Intermezzo (novel)

Released with Faber's "biggest trade campaign ever", the novel received largely positive reviews from critics, who particularly praised its treatment of grief and family relationships.

While some critics found aspects of the novel's tone precious or its gender dynamics problematic, most viewed it as a successful evolution of Rooney's literary style, with several considering it her most mature and philosophically ambitious work to date.

However, Peter still harbors unresolved feelings for his close friend and ex-girlfriend Sylvia, a 32-year-old English professor, whose chronic pain following a car accident ended their relationship.

[3] The novel was influenced by James Joyce's Ulysses, with Rooney describing Intermezzo as partly emerging from her reading of that book and her sense that it "demanded a response".

The novel explores how the death of a father affects two brothers differently, examining the ways grief can divide and unite family members.

[11][9][12] This extends to questions of gender roles and economic influences on romantic relationships, while also addressing the gap between ideological beliefs and personal behavior.

[6] The sibling relationship at the novel's center serves as a lens through which these power dynamics are explored, particularly how family bonds both constrain and enable personal growth.

[16][12] Critics noted that Peter's stream-of-consciousness passages particularly represent a stylistic experiment for Rooney, with shortened sentences and fewer verbs creating a choppier but rhythmically consistent flow reminiscent of writers like Eimear McBride and Samuel Beckett.

[9] While the novel retains Rooney's practice of omitting quotation marks and approximating modernist techniques,[16] it is her most stylistically varied work.

[5] Rooney's characteristic style, often "mischaracterized" as "blank" or "flat", maintains its televisual qualities in Intermezzo, with seamless sentences, snappy dialogue, and chapters that conclude like complete episodes.

[17] In the United States, 140 bookstores hosted release parties for the novel, a scale of promotion typically reserved for young adult blockbuster series.

[21] Alexandra Harris in The Guardian called the novel "an accomplished continuation of the writing that made Rooney a global phenomenon" while noting it was "more philosophically ambitious, stylistically varied, disturbing at times and altogether stranger".

Johanna Thomas-Corr in The Sunday Times praised how "the explosive arguments between Peter and Ivan, in which one knee-jerk judgment breaks the fall of another, are among the most masterly scenes she has written.

"[15] B. D. McClay in The Wall Street Journal noted that the brothers are "aware that they play some sort of mysterious central role in another person's life and development, whether they want to or not.

"[13] Cal Revely-Calder in The Telegraph observed that "Peter, whose chapters supposedly parallel Ivan's but soon accrue greater force, is Rooney's finest portrait of a tortured man since Connell Waldron.

James Marriott in The Times argued that "the novel's insistence on a mood of ethical and intellectual refinement can feel claustrophobic and precious.

In Vulture, Andrea Long Chu analyzed how the novel suggests that "love is real precisely because it is a product, one created by social conventions, by market forces, by systems of violence.

"[11] Claire Lowdon in The Spectator called the book "simple, heart-warming moral tales full of sex", while noting that it "left me feeling I might have a stab at being a better person".

[16] In New Statesman, Lola Seaton wrote that while "Intermezzo lacks the taut self-assurance of Conversations with Friends and Normal People", it represents "an honourable, tenacious and not unsuccessful attempt to go beyond them.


▸ WHAT TO PRODUCE
Each line, starting at the one with "where is each" and running to the end of the data below, is to be set down again exactly, both ends included; leave pictures out.
-- RECORDS PROVIDED follows --
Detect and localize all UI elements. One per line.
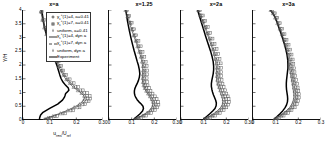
panel-x-a: x=a 00.10.20.3000.511.522.533.54 Y/H urm… xyxy=(0,0,108,154)
legend-item: yc+(1)=7, a=0.41 xyxy=(48,21,89,28)
x-tick-label: 0.2 xyxy=(295,121,301,126)
y-tick-label: 3 xyxy=(19,35,22,40)
plot-area: 00.10.20.30 xyxy=(180,10,248,120)
legend-item: uniform, dyn a xyxy=(48,47,89,54)
x-axis-label-sub2: ref xyxy=(67,134,71,138)
figure-root: x=a 00.10.20.3000.511.522.533.54 Y/H urm… xyxy=(0,0,325,154)
x-axis-label: urms/Uref xyxy=(53,130,70,138)
y-tick-label: 1.5 xyxy=(15,76,21,81)
panel-x-1-25: x=1.25 00.10.20.30 xyxy=(108,0,180,154)
plot-canvas xyxy=(253,10,321,120)
y-tick-label: 3.5 xyxy=(15,21,21,26)
x-tick-label: 0.1 xyxy=(200,121,206,126)
series-line xyxy=(125,10,152,119)
x-tick-label: 0.2 xyxy=(223,121,229,126)
panel-title: x=1.25 xyxy=(108,1,180,7)
x-tick-label: 0 xyxy=(22,121,25,126)
y-tick-label: 0.5 xyxy=(15,104,21,109)
plot-canvas xyxy=(181,10,249,120)
legend-item: yc+(1)=7, dyn a xyxy=(48,40,89,47)
panel-x-2a: x=2a 00.10.20.30 xyxy=(180,0,252,154)
panel-title: x=2a xyxy=(180,1,252,7)
panel-title: x=a xyxy=(0,1,108,7)
solid-line-icon xyxy=(48,34,57,41)
plot-area: 00.10.20.3 xyxy=(252,10,320,120)
y-axis-label: Y/H xyxy=(2,54,8,62)
x-tick-label: 0.30 xyxy=(99,121,108,126)
legend: yc+(1)=4, a=0.41 yc+(1)=7, a=0.41 unifor… xyxy=(46,12,91,62)
thick-solid-line-icon xyxy=(48,54,57,61)
series-line xyxy=(126,10,144,120)
plot-area: 00.10.20.30 xyxy=(108,10,176,120)
series-line xyxy=(198,10,217,120)
x-tick-label: 0.2 xyxy=(151,121,157,126)
x-tick-label: 0 xyxy=(180,121,183,126)
panel-title: x=3a xyxy=(252,1,325,7)
plot-canvas xyxy=(109,10,177,120)
x-tick-label: 0 xyxy=(108,121,111,126)
series-line xyxy=(270,10,288,120)
legend-item: Experiment xyxy=(48,54,89,61)
x-tick-label: 0 xyxy=(252,121,255,126)
dashed-line-icon xyxy=(48,40,57,47)
legend-label: Experiment xyxy=(57,54,79,59)
y-tick-label: 2.5 xyxy=(15,49,21,54)
legend-label: uniform, dyn a xyxy=(57,48,85,53)
triangle-marker-icon xyxy=(48,47,57,54)
triangle-marker-icon xyxy=(48,27,57,34)
panel-x-3a: x=3a 00.10.20.3 xyxy=(252,0,325,154)
x-tick-label: 0.3 xyxy=(318,121,324,126)
x-tick-label: 0.1 xyxy=(272,121,278,126)
x-tick-label: 0.2 xyxy=(73,121,79,126)
square-marker-icon xyxy=(48,21,57,28)
x-tick-label: 0.1 xyxy=(46,121,52,126)
circle-marker-icon xyxy=(48,14,57,21)
y-tick-label: 4 xyxy=(19,8,22,13)
y-tick-label: 0 xyxy=(19,118,22,123)
y-tick-label: 1 xyxy=(19,90,22,95)
y-tick-label: 2 xyxy=(19,63,22,68)
x-tick-label: 0.1 xyxy=(128,121,134,126)
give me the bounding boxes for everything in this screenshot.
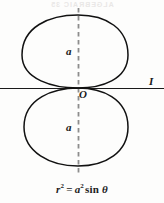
figure-caption: r2=a2sin θ xyxy=(0,182,164,195)
polar-curve-plot xyxy=(0,0,164,203)
caption-r-exponent: 2 xyxy=(60,182,64,190)
caption-a-exponent: 2 xyxy=(80,182,84,190)
caption-theta: θ xyxy=(102,183,108,195)
label-axis-I: I xyxy=(149,76,153,87)
label-a-upper: a xyxy=(66,46,72,57)
lower-lobe-curve xyxy=(24,88,128,166)
upper-lobe-curve xyxy=(22,15,128,88)
caption-sin: sin xyxy=(85,183,99,195)
label-origin-O: O xyxy=(79,89,87,100)
caption-equals: = xyxy=(66,183,72,195)
label-a-lower: a xyxy=(66,122,72,133)
figure-container: ALGEBRAIC 35 a a O I r2=a2sin θ xyxy=(0,0,164,203)
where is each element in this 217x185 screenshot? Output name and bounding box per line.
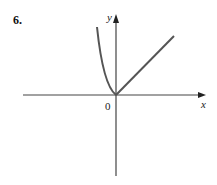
y-axis-label: y (107, 11, 112, 23)
origin-label: 0 (105, 100, 111, 112)
right-branch-line (116, 36, 174, 95)
left-branch-curve (97, 27, 116, 95)
graph-figure: 6. y x 0 (0, 0, 217, 185)
y-axis-arrow-icon (113, 14, 119, 23)
x-axis-label: x (201, 98, 206, 110)
graph-canvas (0, 0, 217, 185)
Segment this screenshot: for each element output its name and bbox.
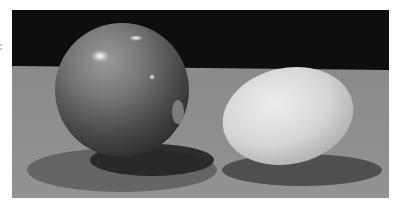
- ball-reflection: [172, 100, 184, 124]
- ball-highlight-main: [91, 50, 109, 62]
- ball-highlight-small: [149, 74, 155, 80]
- scene-illustration: [12, 10, 389, 198]
- ball-highlight-top: [129, 35, 143, 41]
- photo: [12, 10, 389, 198]
- edge-artifact: [0, 44, 3, 54]
- ball: [55, 23, 189, 157]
-- RECORDS PROVIDED concluded --
▸ TASK ANSWER
where is each element in this 217x185 screenshot? Output name and bounding box per line.
y-axis-label: y (107, 11, 112, 23)
origin-label: 0 (105, 100, 111, 112)
right-branch-line (116, 36, 174, 95)
left-branch-curve (97, 27, 116, 95)
graph-figure: 6. y x 0 (0, 0, 217, 185)
y-axis-arrow-icon (113, 14, 119, 23)
x-axis-label: x (201, 98, 206, 110)
graph-canvas (0, 0, 217, 185)
Segment this screenshot: for each element output its name and bbox.
- ball-reflection: [172, 100, 184, 124]
- ball-highlight-main: [91, 50, 109, 62]
- ball-highlight-small: [149, 74, 155, 80]
- scene-illustration: [12, 10, 389, 198]
- ball-highlight-top: [129, 35, 143, 41]
- photo: [12, 10, 389, 198]
- edge-artifact: [0, 44, 3, 54]
- ball: [55, 23, 189, 157]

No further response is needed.